Tuning tips
by
admin
—
last modified
2006-04-15 22:53
Tuning tips for VFR Photographic Scenery
NB. These tips are aimed primarily at users of VFR Photographic Scenery of England & Wales. Most of the suggestions
- You don't need to use Anti-Aliasing with a screen resolution of 1280x1024 or higher. Turn it off - it is a significant frame rate eater. If you are using Anti-Aliasing with a screen resolution of 1024x768 or lower, try increasing the resolution if your hardware is capable of it and turn off the Anti-aliasing. You may well find you get a better overall effect and increased performance compared to your previous settings.
- There's no point having the Sight Distance set in Display Settings, Weather set at anything above minimum. Reduce it to 60mi/96mm. The photo scenery textures won't display at that distance anyway even with Extended Terrain Textures enabled (this is a restriction of FS2002/FS2004), and you're putting an unnecessary extra demand on your system for no benefit. It's very rare for real-world visibility in the UK to be this high in any case.
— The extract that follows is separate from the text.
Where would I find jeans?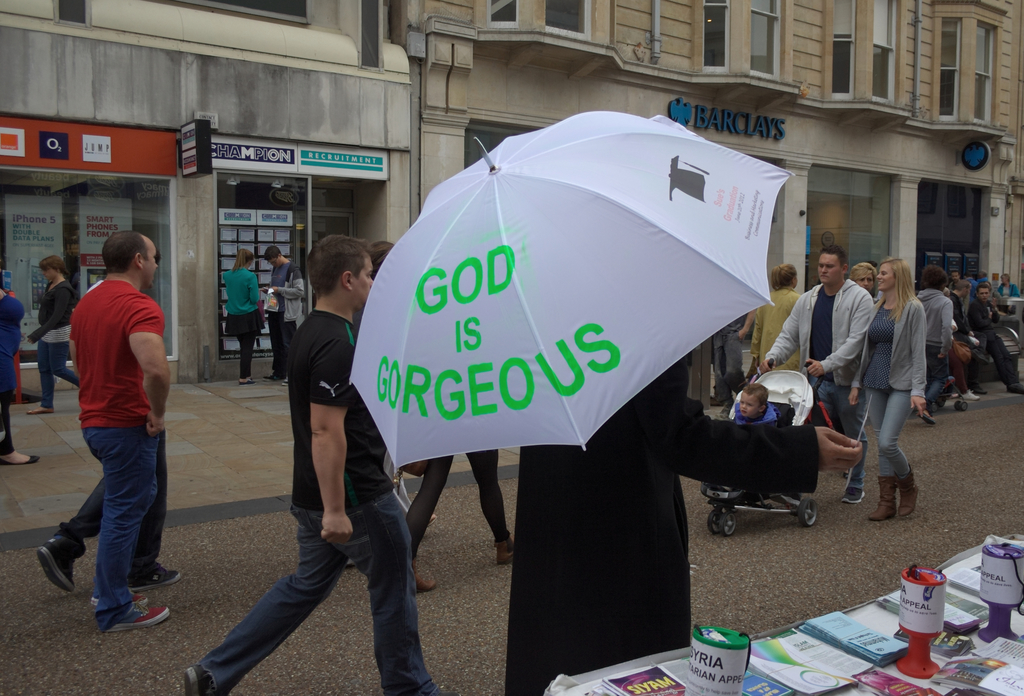
At select_region(83, 424, 161, 632).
- Reduce visibility in your weather settings (World, Weather..., User Defined Weather, Customise weather...) to 20 miles or less. Not only will this help with performance, it also creates a much more natural-looking colour balance for the photo scenery textures.
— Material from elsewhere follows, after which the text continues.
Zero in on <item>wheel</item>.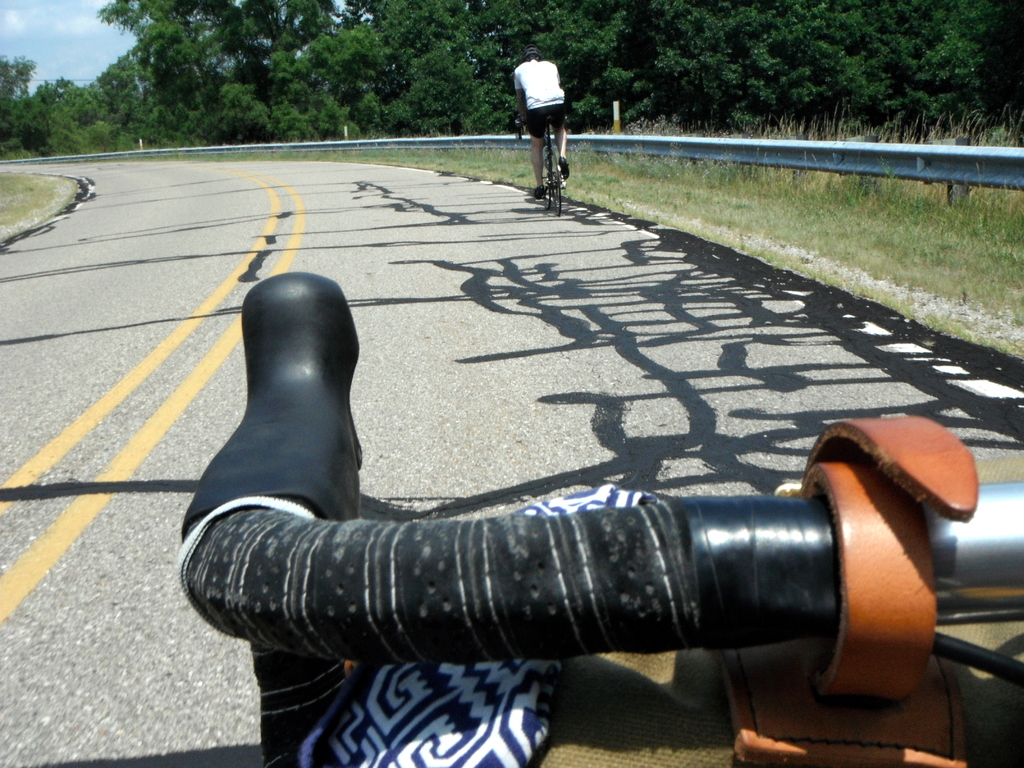
Zeroed in: (543, 153, 548, 210).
- Reduce Global Max Texture size to High. This setting has to be High to display the photo textures at their maximum resolution, but setting it to Maximum will only benefit 3D object scenery and/or aircraft textures if the designers have provided very high res textures for them. The impact on performance is not known, but working on the principle of assuming the worst, it is best to opt for the required/safe setting at least until safisfactory performance has been established.
- Setting the filtering to Trilinear may incur a performance hit for little or no significant visual benefit, particularly at 1280x1024 or above.. Try setting this to Bilinear, but once you've achieved satisfactory performance, try adding Anisotropic Filtering via Control Panel, Display, Settings, Advanced, GeForce xxxx, Performance & Quality Settings. Try 2x or possibly 4x if it's not too much of a performance hit. This will give a better result visually than trilinear filtering.
- With FS2004, you must set MIP-Mapping to 5 or above for the photo scenery. FS2004 handles MIP-Mapping very differently to FS2002. FS2004 allows settings of differrent amounts of MIP mapping, so the effect can be easily controlled, whereas FS2002 has a simple MIP-Mapping on/off switch with a fixed amount of MIP-Mapping applied. Experiment with the FS2004 MIP-Mapping quality via Display Settings, Hardware until you are happy with the performance/visual quality. With FS2002, it is recommended that you leave MIP-Mapping turned off unless you are happy with the resulting middle-to-far distance mush. Advanced users may wish to explore the possibility of fine-tuning the MIP-Mapping via the graphics card drivers or using third party graphics card tuners.
- Reduce the global weather settings via the drop-down in Display Settings, Weather. You can always increase the weather settings once you have achieved satisfactory performance, but higher weather settings can have a very significant impact on system performance even with high end PCs. It is a big mistake to assume that your brand-new high spec PC can handle anything you throw at it - it can't!
- Reduce Air Traffic Density in Settings, Traffic to 0% until you are happy with the scenery quality and performance. If you want to see other aircraft in the sky, try increasing the traffic percentage a little at a time while watching out for any negative impact on performance. If you are concentrating on a particular task which requires maximum concentration of resources, e.g. advanced helicopter flying or flying fast through scenery, set the traffic density at zero, at least for the duration of the task.
- Going against the grain of the other suggestions, the final tip may actually decrease performance, but typically only slightly on today's PCs. Set Terrain Mesh Complexity to maximum if you wish to get the best out of any add-on terrain mesh scenery you may have on your system: . Many sites advise a reduced setting, and you are free to follow this advice, but be aware that any reduction loses detail in the mesh, which may affect your appreciation of the photo scenery.